As genetics reveals the incredible diversity among cancer cells, researchers have largely given up pursuing a silver bullet to cure all types of cancer. Instead, many have begun searching for the next-best thing: a silver bullet test to diagnose all cancers.
The test would look for markers of cancer in the patient’s blood, where the process of tumor-making leaves a trail that can often be picked up before tumors are big enough to spot.
And early diagnosis makes a big difference in survival rates. When cancer is found in Stage 0, as it’s just getting started, or in Stage 1, it kills only 10 percent of patients, regardless of what type of cancer it is, for the most part. Many of the cancers we know as the deadliest are so known because they are rarely found in earlier stages.

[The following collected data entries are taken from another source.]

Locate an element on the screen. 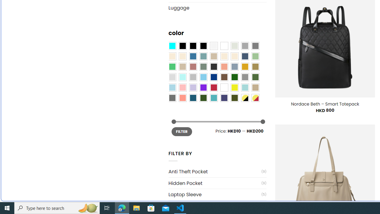 The width and height of the screenshot is (380, 214). Silver is located at coordinates (193, 77).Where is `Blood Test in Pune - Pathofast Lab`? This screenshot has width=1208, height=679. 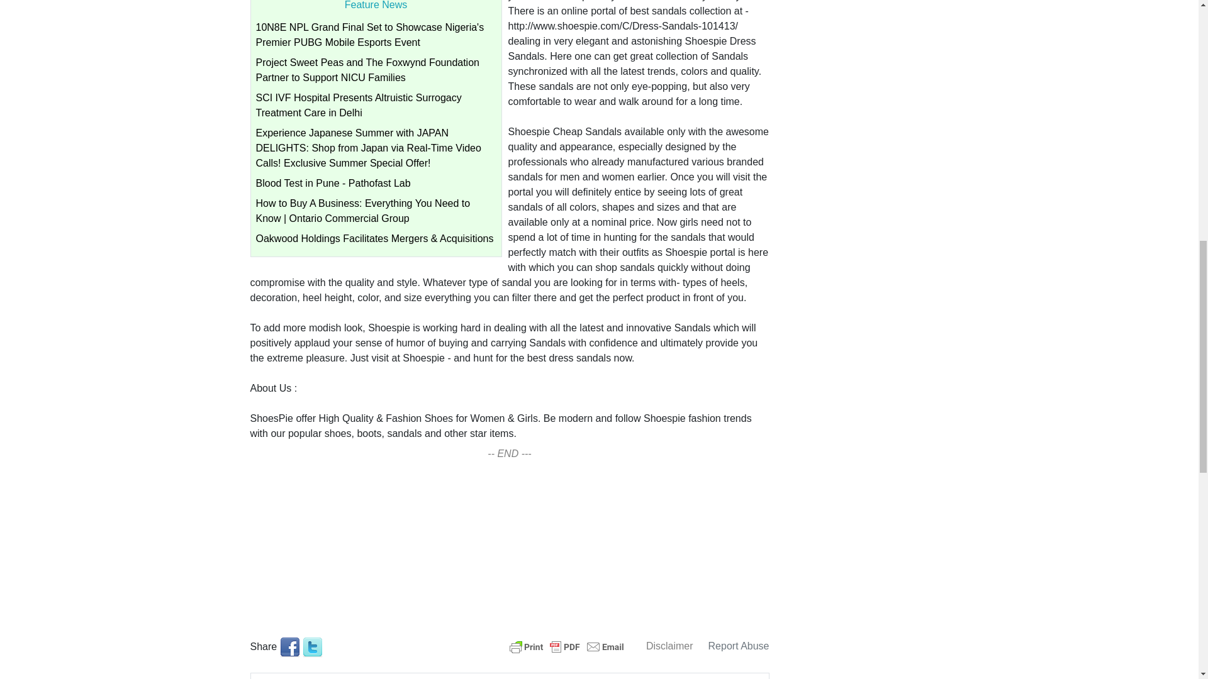
Blood Test in Pune - Pathofast Lab is located at coordinates (332, 183).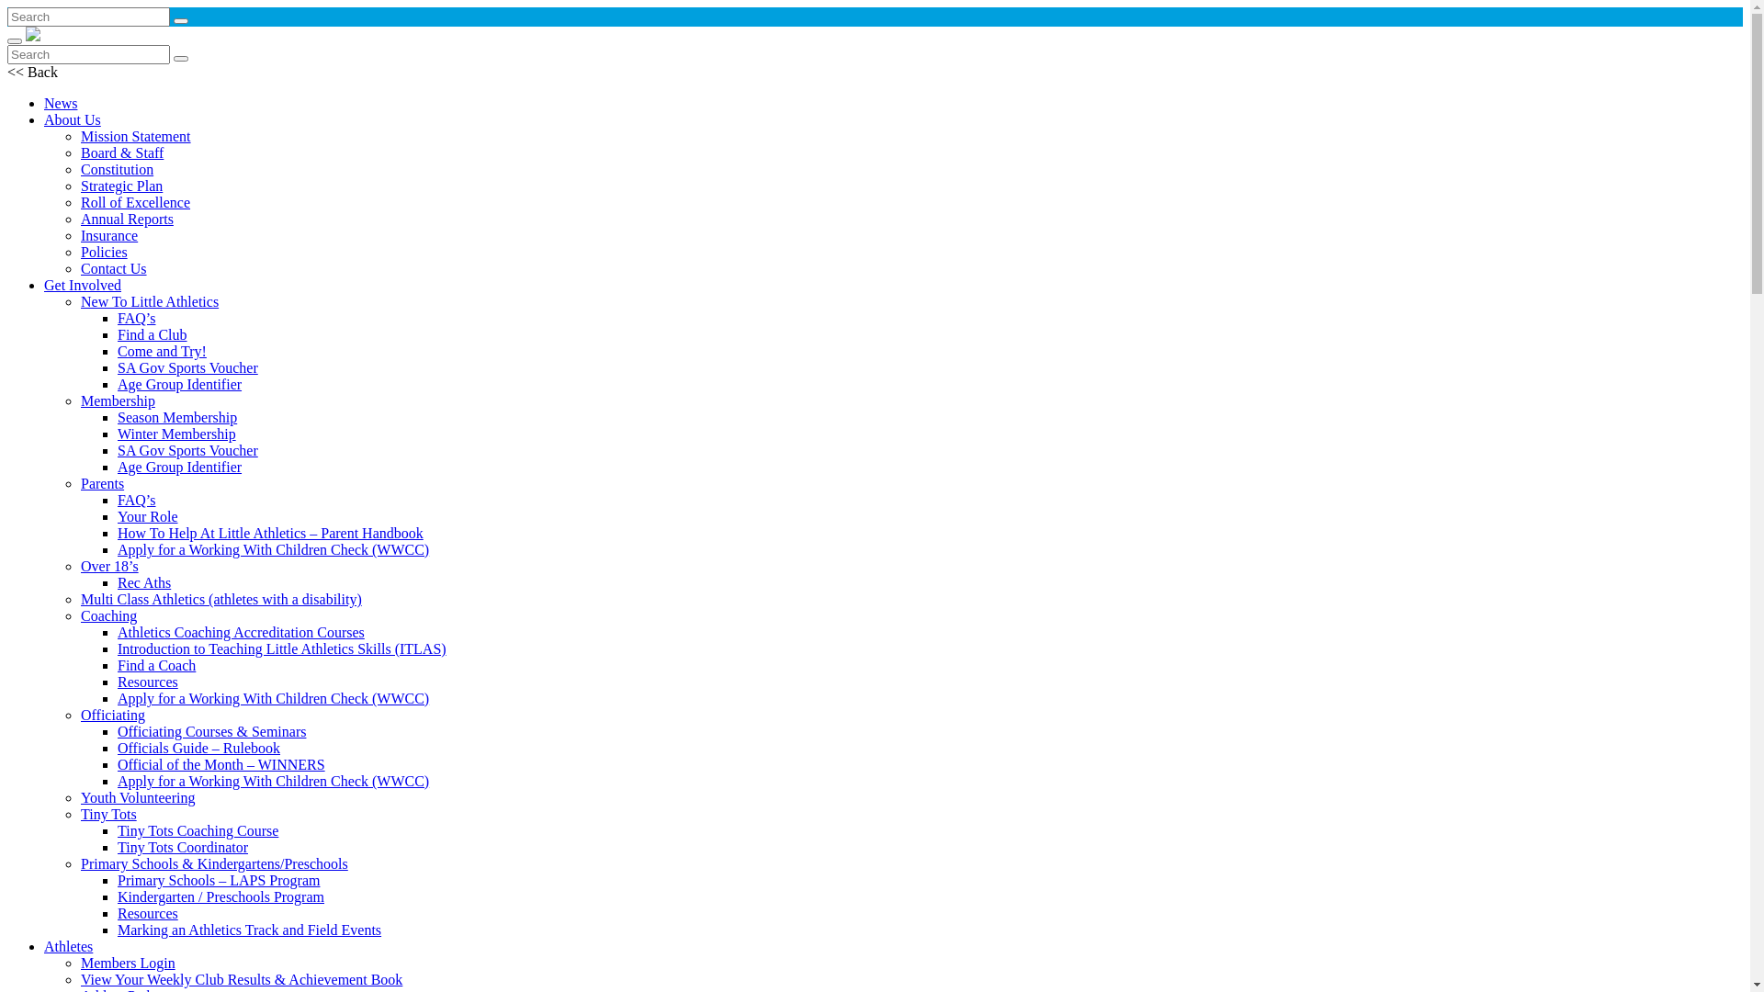  I want to click on Tiny Tots Coaching Course, so click(198, 831).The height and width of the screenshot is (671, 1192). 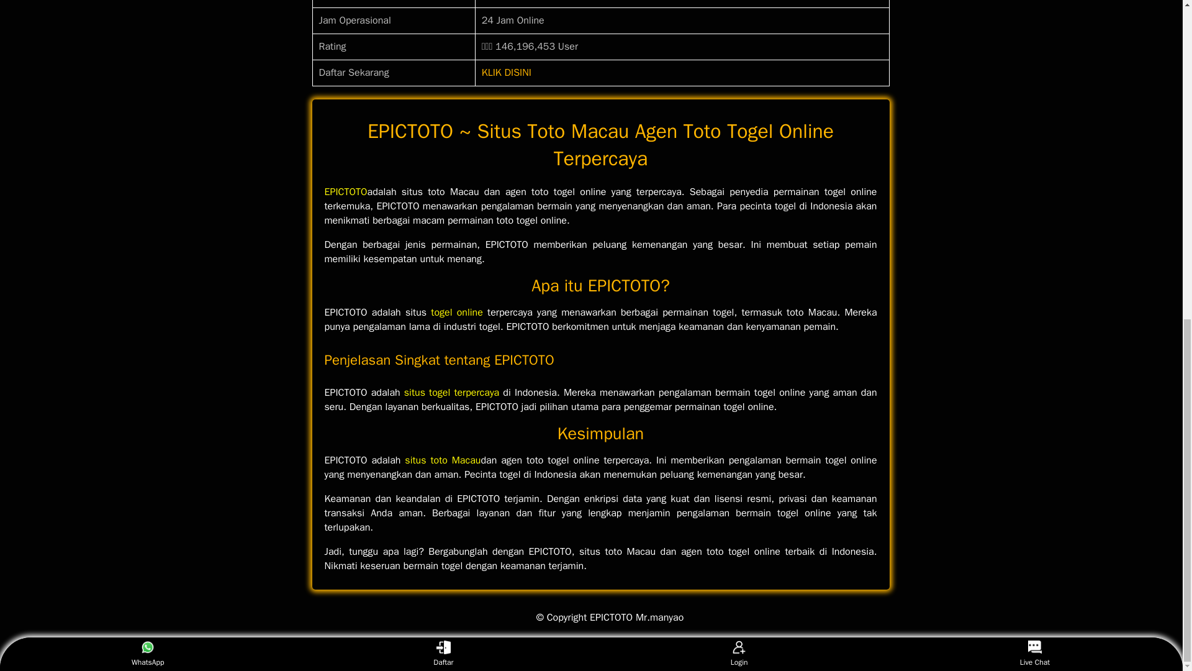 What do you see at coordinates (456, 312) in the screenshot?
I see `togel online` at bounding box center [456, 312].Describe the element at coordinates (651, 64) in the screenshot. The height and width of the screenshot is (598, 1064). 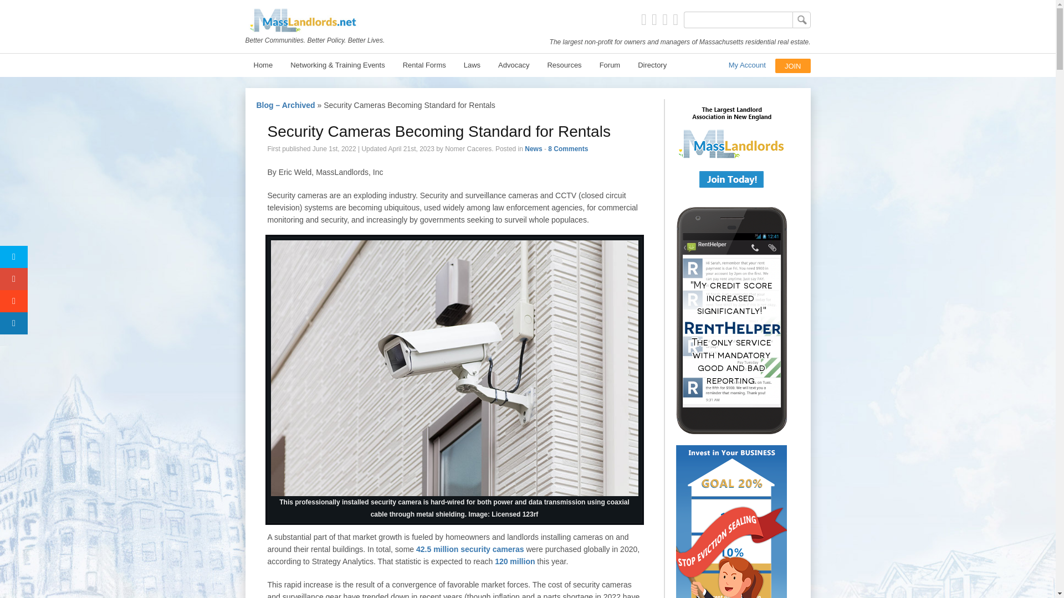
I see `Directory` at that location.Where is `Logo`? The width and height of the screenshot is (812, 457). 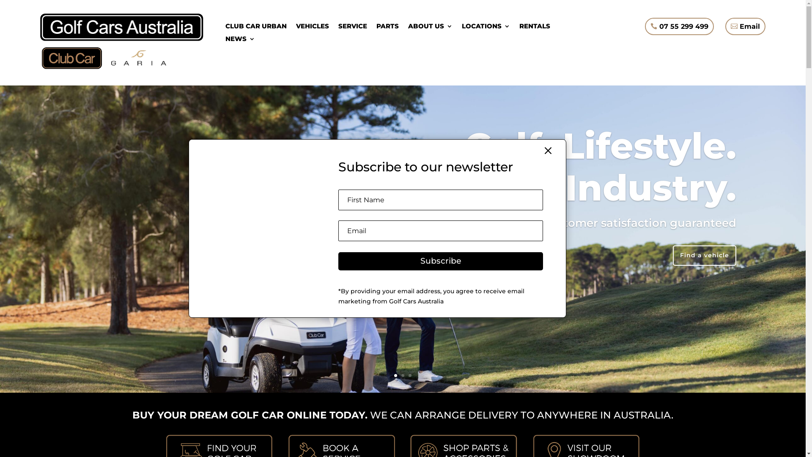
Logo is located at coordinates (122, 27).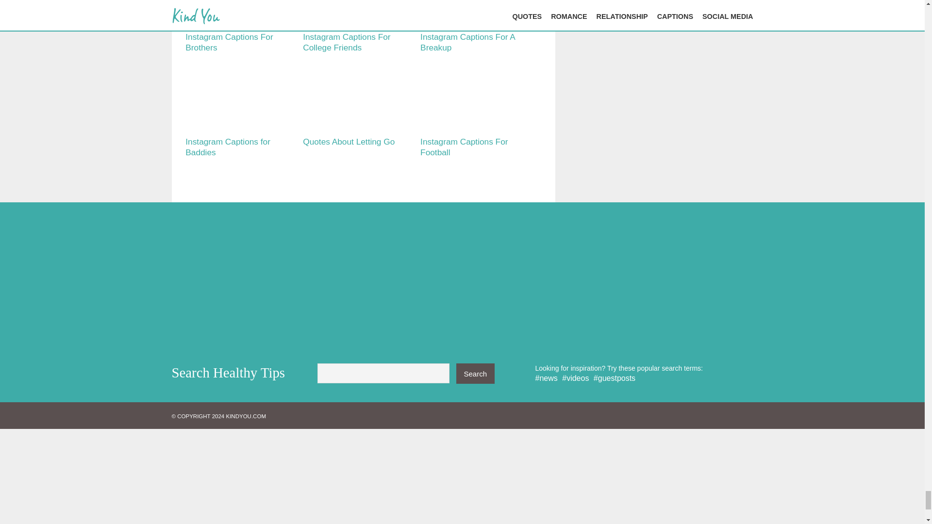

Blood is also much easier to get than tumor samples, which have provided the bulk of the genetic information researchers have acquired on cancer cells.
There are various types of nucleic acid in the blood stream that can belie cancer, and the research challenge is how to find and identify them without running the cost up so high that the tests become useless as the general diagnostic tool they hope to be.
“Right now, in terms of a universal cancer blood test, there is none. There are many people looking at that. People are trying to isolate that specific particle using different methods,” explained Raj Krishnan, the founder and CEO of Biological Dynamics, one company trying to be the first to offer a comprehensive cancer diagnostic test based on a blood sample.